Here are a couple of the storyboards I've been working on in the Storyboarding class I've been taking this summer. It's really exciting for me to see how they are coming along. On this project, I'm experimenting with a style completely different than anything I've ever done, and it feels great!
As promised, an update on the "eating raw for one week challenge". I am the type of person who does things in a whim, without much research or thought. As an artist, this can be good. When it comes to other things (such as telling the whole world through your blog that you're challenging yourself to eat raw for one week) it may not be so good. Eating raw lasted close to two days. We realized that it takes a considerable amount of planning (which because I do things on a whim, no planning was involved), money (the walnut tacos, even though they were scrumptious, cost us about $30 to make), and it can be uncomfortable in social situations.
The first day of our raw diet, the design team at Aptera went out to lunch. Being the only girl on the design team, the guys usually decide where we do lunch. We went to a place called Wings & Curls...a restaurant completely devoted to hot wings and fries, and I felt silly ordering a chicken caeser salad, sans the chicken.
After Dan's comment on my "eating raw" post, and Carrie's post "waffling:what should we eat?" and the comments that went along with it, I'm realizing there is a lot more to eating raw than just the fun of using a blender to make dinner, drinking green smoothies, and feeling like you're feeding your body healthy foods.
Eating raw may be something we try in the future out of curiousity, but I have now realized that it's extremely tough, that and it may not be all it's hyped up to be.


Go through the listing and set it down exactly, leaving out its pictures.

(THE DATA begins)

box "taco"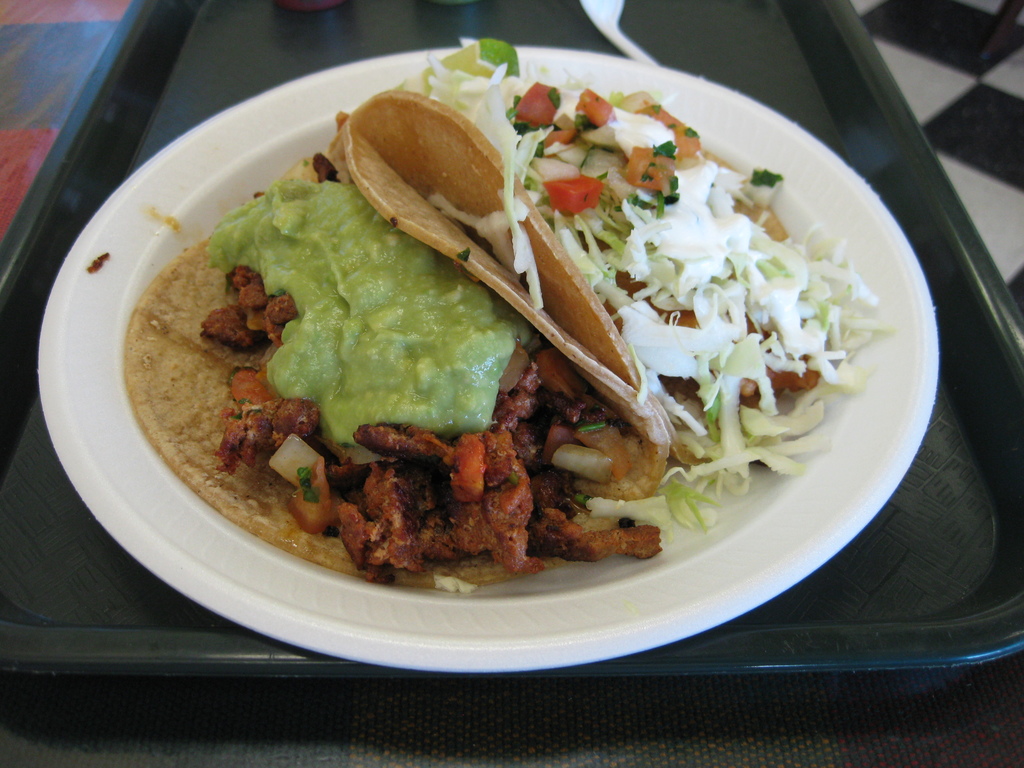
select_region(412, 67, 839, 458)
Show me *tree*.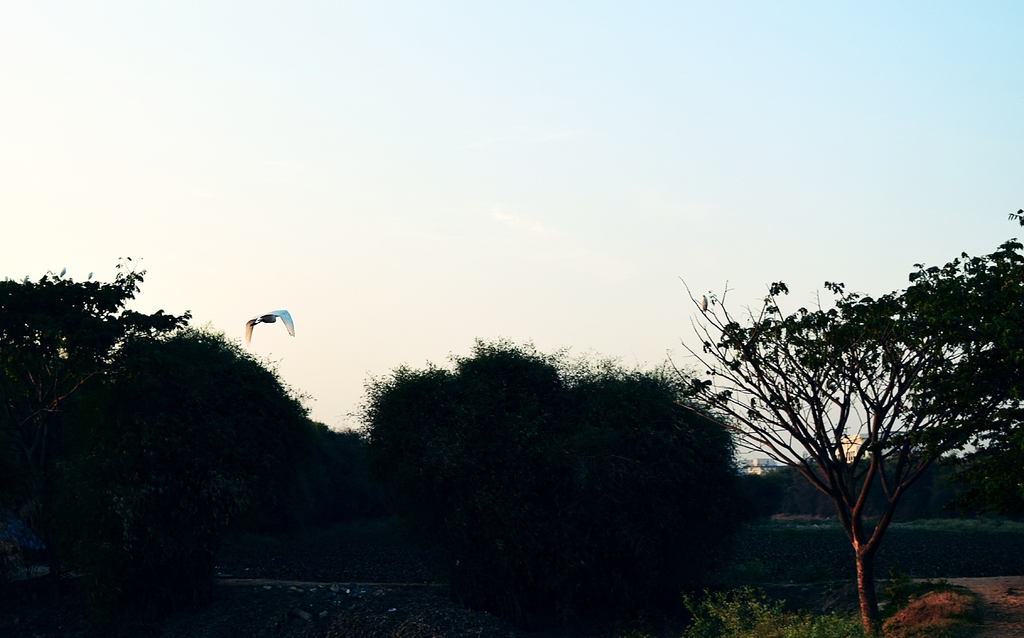
*tree* is here: {"left": 686, "top": 234, "right": 1023, "bottom": 518}.
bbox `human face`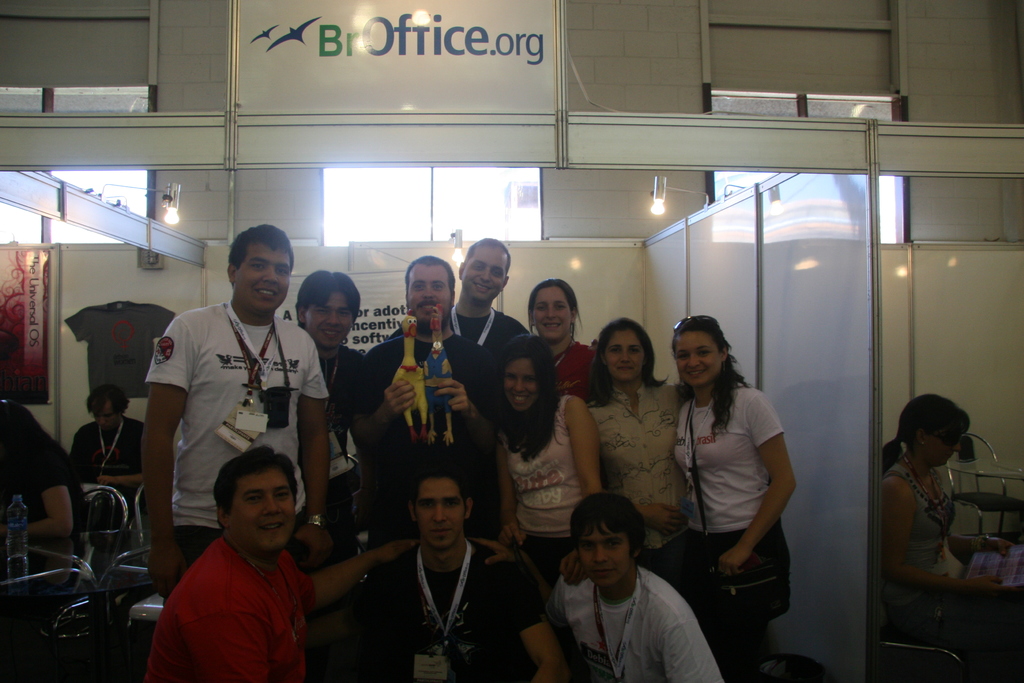
[x1=307, y1=293, x2=355, y2=347]
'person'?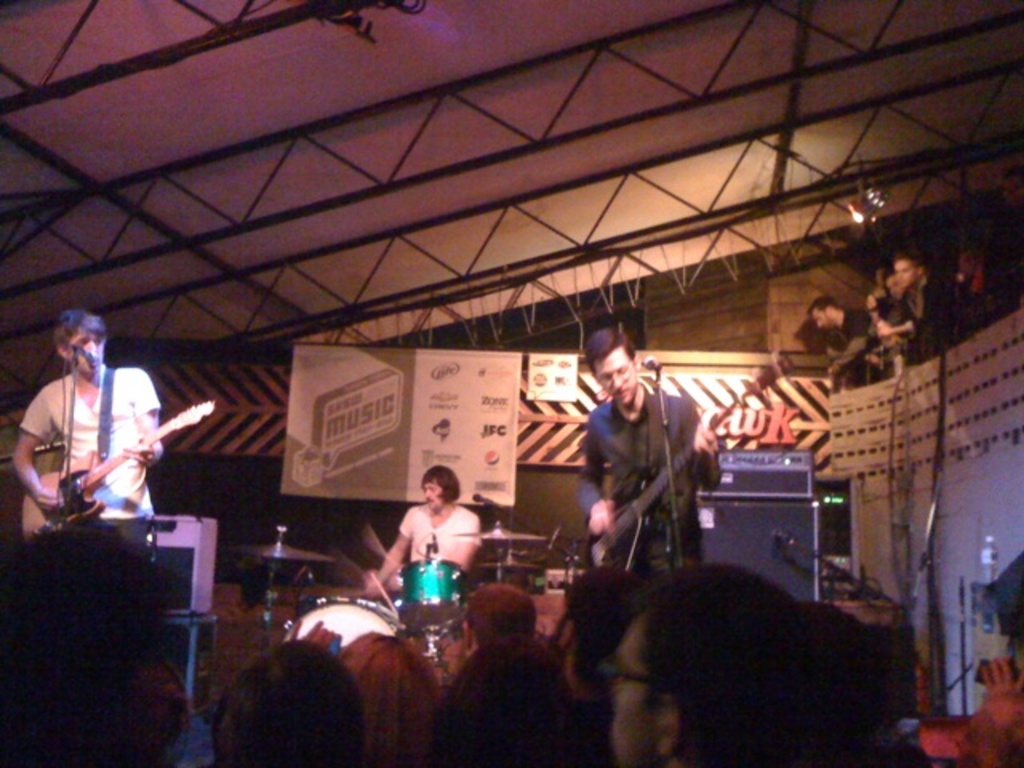
select_region(570, 326, 725, 579)
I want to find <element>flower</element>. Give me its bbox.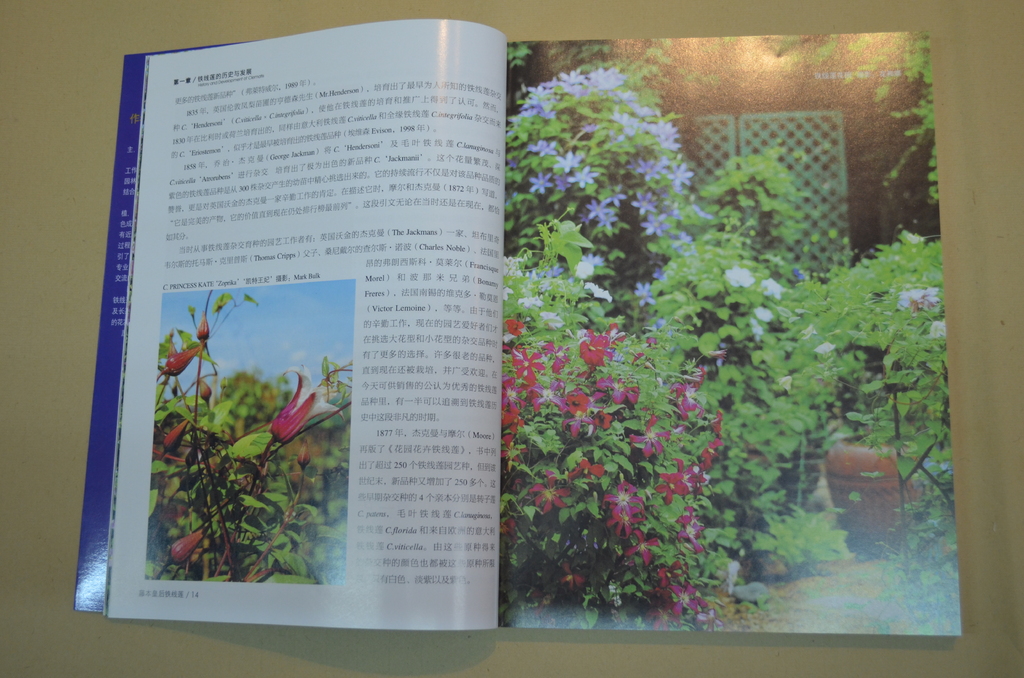
723:264:762:289.
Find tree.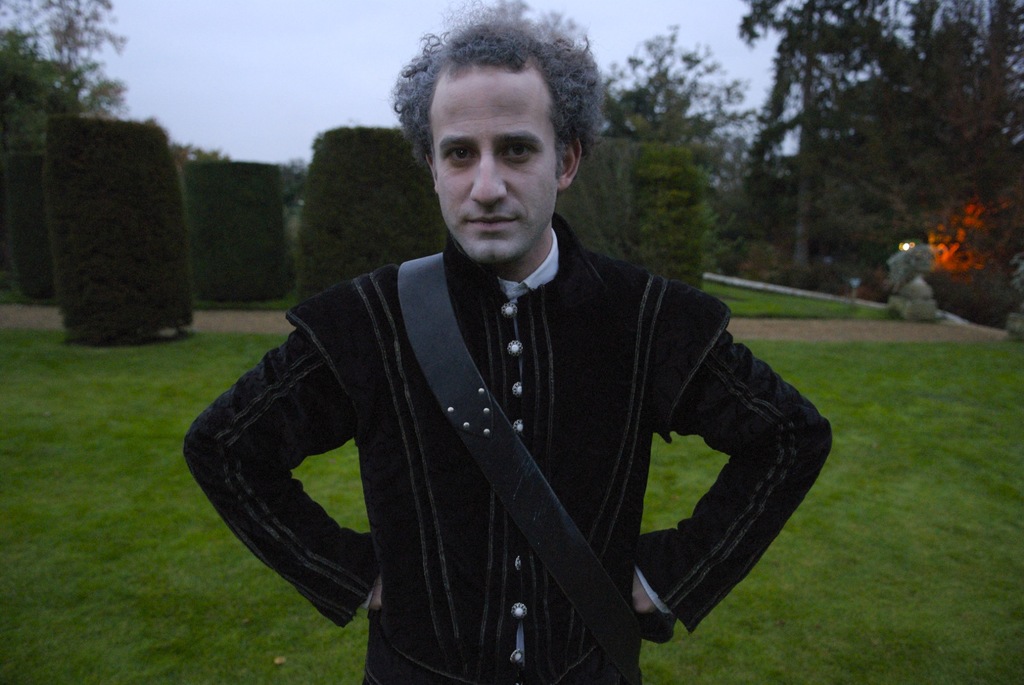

(THE DATA ends)

> SOLUTION TO THE EXERCISE:
box "taco"
select_region(412, 67, 839, 458)
Show me *tree*.
*tree* is here: {"left": 686, "top": 234, "right": 1023, "bottom": 518}.
bbox `human face`
[x1=307, y1=293, x2=355, y2=347]
'person'?
select_region(570, 326, 725, 579)
I want to find <element>flower</element>. Give me its bbox.
723:264:762:289.
Find tree.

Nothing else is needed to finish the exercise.